Book review: ‘Manhood for Amateurs’

At its best, Michael Chabon’s latest book, Manhood for Amateurs: The Pleasures and Regrets of a Husband, Father, and Son, is never quite what it purports to be. With the exception of its most predictably didactic moments, it is neither a “shy manifesto” nor “an impractical handbook” of manhood, to quote the back matter. And for this I think we can all be thankful. Whenever the subject of manhood comes up, I’m always reminded of The Dude’s answer to the question of what makes a man in The Big Lebowski: “a pair of testicles.”

Author Michael Chabon Portrait Session And Book Signing At Book Soup

In one essay, “Faking It,” Chabon even calls the entire ballgame, defining manhood as a “great radiant arc of bullshit” by which those of us with that aforementioned pair of testicles – and a certain number of years – attempt to present an illusion of flawless control over our surroundings.

Not all of the essays are quite so flip in the questioning of manly motives, however. “The Cut” focuses on Chabon’s decision to have his sons circumcised, even with the knowledge that to do so is genital mutilation and that he possesses no clear reason for doing so, except that perhaps it’s “never too soon for them to start learning what a liar you are.” Then there’s “The Memory Hole,” an essay about one decision all parents must make: what of their child’s art to keep, and what to throw away:

It’s not only her artwork that I’m busy throwing away. Almost every hour that I spend with my children is disposed of just as surely, tossed aside, burned through like money by a man on a spree. The sum total of my clear memories of them—of their unintended aphorisms, gnomic jokes, and the sad plain truths they have expressed about the world; of incidents of precociousness, Gothic madness, sleepwalking, mythomania, and vomiting; of the way light has struck their hair or eyelashes on vanished afternoons; of the stupefying tedium of games we have played on rainy Sundays; of highlights and horrors from their encyclopedic history of odorousness; of the 297,000 minor kvetchings and heartfelt pleas I have responded to over the past eleven years with fury, tenderness, utter lack of interest, or a heartless and automatic compassion—those memories, when combined with the sum total of the photographs that we have managed to take, probably add up, for all four of my children to under 1 percent of everything that we have undergone, lived through, and taken pleasure in together.

It’s a wonderful riff on the old saw about not knowing where the years went. And, it’s as artful and poignant as anything Chabon has every written, fictional or otherwise.

97815546820581If there is one fault with Manhood for Amateurs, it is that it sometimes reads like the product of a fairly narrow, very upper-middle-class swathe of the population. (The sort of people who might read Details magazine, not coincidentally.) In “The Wilderness of Childhood” Chabon laments the lack of freedom we grant our children – a theme that he revisits throughout the book – but he seems unaware that parental overprotection, although not exclusively a problem of the upper classes, is certainly less prevalent among those parents who aren’t so well-to-do. Parents, that is, without the resources available to bestselling authors. Children of single working parents often still come home to all the freedom they can handle. As do many rural, inner city, and reservation children. For better or worse, there are still plenty of kids who spend most of their childhood outdoors, banging around with their friends, and know all about wilderness. Perhaps even a little more than is entirely healthy.

I suspect the narrowness of vision in Manhood for Amateurs is intentional, however. Chabon doesn’t seem to be trying to give us the whole of parental experience, just a little bit of his own. And it’s nearly impossible to fault the result. Especially towards the end of the collection, when the reader comes to realize that Manhood for Amateurs isn’t so much about manhood at all. Instead, it’s about the second part of that title, amateur, which Chabon defines as “a lover; a devotee; a person driven by passion and obsession to do it—to explore the imaginary world—oneself.” In his penultimate essay, “The Amateur Family”, Michael Chabon writes that maybe “all families are a kind of fandom, an endlessly elaborate, endlessly disputed, endlessly reconfigured set of commentaries, extrapolations, and variations generated by passionate amateurs.” It’s an evocative and ingenious definition of family, and it provides as delightful a surprise ending as to be found in any of Michael Chabon’s fiction.

Comments

4 Responses to “Book review: ‘Manhood for Amateurs’”
  1. seo lace says:

    I amhavcing a hleluva time eradin http://www.indevnertyimes..com in IE 66.7,, just thought I would let you knoww!

  2. crazy warez says:

    Vast blog, not later than swain that wrote so often. The main possibility a affairs that writes to-date knowledge :)

  3. Lansddkq says:

    feathered serpent,

Trackbacks

Check out what others are saying about this article...
  1. [...] review of Michael Chabon’s Manhood for Amateurs over at the INDenverTimes. At its best, Michael Chabon’s latest book, Manhood for Amateurs: The Pleasures and Regrets of a [...]



Speak Your Mind

Tell us what you're thinking...
and oh, if you want a pic to show with your comment, go get a gravatar!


* What is required *
Please set down every entry below exactly as given.

[Records supplied Boundary: Start]

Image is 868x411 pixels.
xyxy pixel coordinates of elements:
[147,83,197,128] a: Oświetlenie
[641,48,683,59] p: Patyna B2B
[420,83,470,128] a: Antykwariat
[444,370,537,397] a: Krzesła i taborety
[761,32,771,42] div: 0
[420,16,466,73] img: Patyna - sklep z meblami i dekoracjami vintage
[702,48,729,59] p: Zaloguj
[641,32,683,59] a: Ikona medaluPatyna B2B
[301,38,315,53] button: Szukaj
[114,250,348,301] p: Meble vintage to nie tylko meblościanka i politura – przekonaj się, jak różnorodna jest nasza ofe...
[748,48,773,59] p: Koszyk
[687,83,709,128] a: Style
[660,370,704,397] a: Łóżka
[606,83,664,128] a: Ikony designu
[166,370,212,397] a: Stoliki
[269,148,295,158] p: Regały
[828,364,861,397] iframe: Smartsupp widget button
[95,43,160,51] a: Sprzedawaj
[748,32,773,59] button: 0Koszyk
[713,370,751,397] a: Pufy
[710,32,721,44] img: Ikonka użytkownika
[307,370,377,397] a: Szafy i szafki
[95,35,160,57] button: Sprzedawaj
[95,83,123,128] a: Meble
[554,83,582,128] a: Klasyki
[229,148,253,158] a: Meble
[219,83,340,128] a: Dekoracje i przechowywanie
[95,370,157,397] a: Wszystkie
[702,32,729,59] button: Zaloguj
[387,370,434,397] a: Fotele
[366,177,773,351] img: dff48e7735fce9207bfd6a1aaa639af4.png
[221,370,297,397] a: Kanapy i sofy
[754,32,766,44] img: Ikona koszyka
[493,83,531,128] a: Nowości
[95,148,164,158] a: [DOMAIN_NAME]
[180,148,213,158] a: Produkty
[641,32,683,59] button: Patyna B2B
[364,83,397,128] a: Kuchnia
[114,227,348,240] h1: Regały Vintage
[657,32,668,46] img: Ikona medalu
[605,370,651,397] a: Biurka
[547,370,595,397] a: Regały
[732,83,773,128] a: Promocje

[Records supplied Boundary: End]

* Result of this task *
Image is 868x411 pixels.
xyxy pixel coordinates of elements:
[147,83,197,128] a: Oświetlenie
[641,48,683,59] p: Patyna B2B
[420,83,470,128] a: Antykwariat
[444,370,537,397] a: Krzesła i taborety
[761,32,771,42] div: 0
[420,16,466,73] img: Patyna - sklep z meblami i dekoracjami vintage
[702,48,729,59] p: Zaloguj
[641,32,683,59] a: Ikona medaluPatyna B2B
[301,38,315,53] button: Szukaj
[114,250,348,301] p: Meble vintage to nie tylko meblościanka i politura – przekonaj się, jak różnorodna jest nasza ofe...
[748,48,773,59] p: Koszyk
[687,83,709,128] a: Style
[660,370,704,397] a: Łóżka
[606,83,664,128] a: Ikony designu
[166,370,212,397] a: Stoliki
[269,148,295,158] p: Regały
[828,364,861,397] iframe: Smartsupp widget button
[95,43,160,51] a: Sprzedawaj
[748,32,773,59] button: 0Koszyk
[713,370,751,397] a: Pufy
[710,32,721,44] img: Ikonka użytkownika
[307,370,377,397] a: Szafy i szafki
[95,35,160,57] button: Sprzedawaj
[95,83,123,128] a: Meble
[554,83,582,128] a: Klasyki
[229,148,253,158] a: Meble
[219,83,340,128] a: Dekoracje i przechowywanie
[95,370,157,397] a: Wszystkie
[702,32,729,59] button: Zaloguj
[387,370,434,397] a: Fotele
[366,177,773,351] img: dff48e7735fce9207bfd6a1aaa639af4.png
[221,370,297,397] a: Kanapy i sofy
[754,32,766,44] img: Ikona koszyka
[493,83,531,128] a: Nowości
[95,148,164,158] a: [DOMAIN_NAME]
[180,148,213,158] a: Produkty
[641,32,683,59] button: Patyna B2B
[364,83,397,128] a: Kuchnia
[114,227,348,240] h1: Regały Vintage
[657,32,668,46] img: Ikona medalu
[605,370,651,397] a: Biurka
[547,370,595,397] a: Regały
[732,83,773,128] a: Promocje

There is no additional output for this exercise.